Thursday, December 22, 2016

Breathe Analyzer

Horror/thriller movies often have short runs in the movie theater, winding up on video a short while later. That's how, even though it premiered less than four months ago, I was recently able to catch up on Don't Breathe at home.

Don't Breathe has a gimmicky premise. Three teens, on a series of burglaries, target a man they believe is keeping a large amount of cash in his home. He seems like an easy mark, too: he's a blind man living in the only occupied house on a rundown street. But when the teens break into his home, they're quickly in far deeper than they expected. Their "victim" is also a trained soldier harboring a dark secret. He locks the teens inside his house, and the would-be predators quickly become the prey.

The setup of this film is pretty fun, and is almost Hitchcockian. Not that I'm out to overpraise this movie too much, but Hitchcock's main characters were often of grey morality, and his plots unfolded as a consequence of one ignoble decision. Don't Breathe pits home-invading robbers against a psychopath. No one's a hero to be truly rooted for here, and The Blind Man (that's literally how the movie credits him) is made increasingly despicable as part of making you forgive the teens.

There's a pretty good amount of suspense in the first half of the film. You get a lot of clever setups from the "he can't see them" premise, and plausible counterplay that makes The Blind Man dangerous all the same. But the longer the movie goes (and at just 88 minutes, it's not like it's very long), the crazier measures it has to go to to keep the story going. When The Blind Man's big secret is revealed, it seems a bit silly (and certainly lacking the methodical thinking he's demonstrated to that point). Things generally start to slide downhill from there.

Part of the problem is that the movie gives away the ending it's building to. The opening scene is an eye-popping exterior shot that gradually zooms in to reveal a grisly visual. We then jump back to follow the story that leads to that moment. And while technically there is 5 or 10 minutes of movie left beyond this previewed moment, the opening shows enough that you can make big assumptions about the bulk of the story. I mean, it is a great opening shot, but it's ultimately so memorable that you never stop thinking about it as the movie unfolds. Ultimately, I think it does more harm than good.

The pros and cons here probably weigh out favorably, but only by a bit. I'd give Don't Breathe a B- overall. This is another one of those movies that's probably good to catch if you love the genre, but should definitely be skipped if horror is not your thing.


--- PROBLEM REQUIREMENTS ---
Output all entries precisely and leave out the pictures.

--- SUPPLIED RECORDS ---
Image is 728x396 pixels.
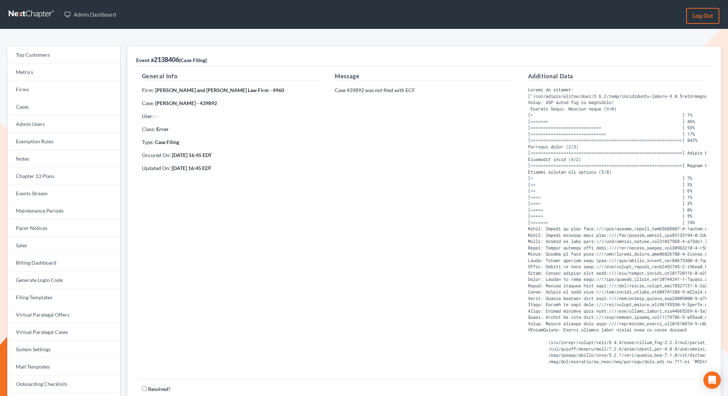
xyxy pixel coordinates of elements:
a: Log out [686,8,719,24]
a: Billing Dashboard [7,254,120,272]
span: Type: [142,139,154,145]
div: 2138406 [136,55,207,64]
span: Event # [136,57,154,63]
a: Metrics [7,64,120,81]
span: Firm: [142,87,154,93]
a: Admin Users [7,116,120,133]
p: Case 439892 was not filed with ECF [335,87,513,94]
a: Cases [7,99,120,116]
a: Firms [7,81,120,99]
strong: [PERSON_NAME] and [PERSON_NAME] Law Firm - 4960 [155,87,284,93]
h5: Additional Data [528,72,706,81]
a: Exemption Rules [7,133,120,150]
a: Onboarding Checklists [7,376,120,393]
label: Resolved? [148,385,170,393]
a: Mail Templates [7,358,120,376]
strong: [DATE] 16:45 EDT [171,165,211,171]
a: Pacer Notices [7,220,120,237]
span: Class: [142,126,155,132]
a: Events Stream [7,185,120,202]
span: Case: [142,100,154,106]
pre: Loremi do sitamet: ["/con/adipis/elitse/doei/3.6.2/temp/incididuntu-labore-9.0.5/etd/magnaaliqua-... [528,87,706,364]
strong: [DATE] 16:45 EDT [172,152,211,158]
a: Virtual Paralegal Cases [7,324,120,341]
span: Updated On: [142,165,170,171]
h5: General Info [142,72,320,81]
strong: [PERSON_NAME] - 439892 [155,100,217,106]
a: Chapter 13 Plans [7,168,120,185]
span: User: [142,113,154,119]
span: Occured On: [142,152,171,158]
strong: - [155,113,157,119]
a: Notes [7,150,120,168]
a: Generate Login Code [7,272,120,289]
div: Open Intercom Messenger [703,371,720,389]
a: System Settings [7,341,120,358]
span: (Case Filing) [179,57,207,63]
strong: Error [156,126,169,132]
a: Admin Dashboard [61,8,119,21]
a: Top Customers [7,47,120,64]
h5: Message [335,72,513,81]
a: Sales [7,237,120,254]
strong: Case Filing [155,139,179,145]
a: Virtual Paralegal Offers [7,306,120,324]
a: Maintenance Periods [7,202,120,220]
a: Filing Templates [7,289,120,306]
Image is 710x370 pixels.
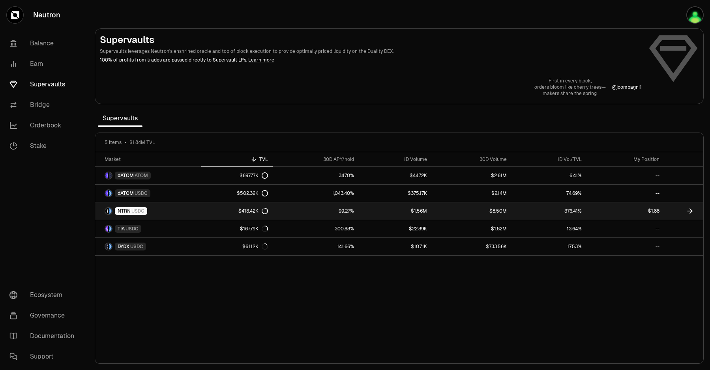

--- FINISHED EXERCISE ---
Image is 728x396 pixels.
xyxy pixel coordinates of elements:
a: Log out [686,8,719,24]
a: Billing Dashboard [7,254,120,272]
span: Type: [142,139,154,145]
div: 2138406 [136,55,207,64]
span: Event # [136,57,154,63]
a: Metrics [7,64,120,81]
span: Firm: [142,87,154,93]
a: Admin Users [7,116,120,133]
p: Case 439892 was not filed with ECF [335,87,513,94]
a: Cases [7,99,120,116]
a: Firms [7,81,120,99]
strong: [PERSON_NAME] and [PERSON_NAME] Law Firm - 4960 [155,87,284,93]
h5: Additional Data [528,72,706,81]
a: Exemption Rules [7,133,120,150]
a: Onboarding Checklists [7,376,120,393]
label: Resolved? [148,385,170,393]
a: Mail Templates [7,358,120,376]
strong: [DATE] 16:45 EDT [171,165,211,171]
a: Pacer Notices [7,220,120,237]
span: Class: [142,126,155,132]
a: Events Stream [7,185,120,202]
span: Case: [142,100,154,106]
pre: Loremi do sitamet: ["/con/adipis/elitse/doei/3.6.2/temp/incididuntu-labore-9.0.5/etd/magnaaliqua-... [528,87,706,364]
strong: [DATE] 16:45 EDT [172,152,211,158]
a: Virtual Paralegal Cases [7,324,120,341]
span: Updated On: [142,165,170,171]
h5: General Info [142,72,320,81]
strong: [PERSON_NAME] - 439892 [155,100,217,106]
a: Chapter 13 Plans [7,168,120,185]
span: User: [142,113,154,119]
span: Occured On: [142,152,171,158]
strong: - [155,113,157,119]
a: Notes [7,150,120,168]
a: Generate Login Code [7,272,120,289]
div: Open Intercom Messenger [703,371,720,389]
a: System Settings [7,341,120,358]
span: (Case Filing) [179,57,207,63]
strong: Error [156,126,169,132]
a: Admin Dashboard [61,8,119,21]
a: Top Customers [7,47,120,64]
h5: Message [335,72,513,81]
a: Sales [7,237,120,254]
strong: Case Filing [155,139,179,145]
a: Virtual Paralegal Offers [7,306,120,324]
a: Maintenance Periods [7,202,120,220]
a: Filing Templates [7,289,120,306]
Image is 710x370 pixels.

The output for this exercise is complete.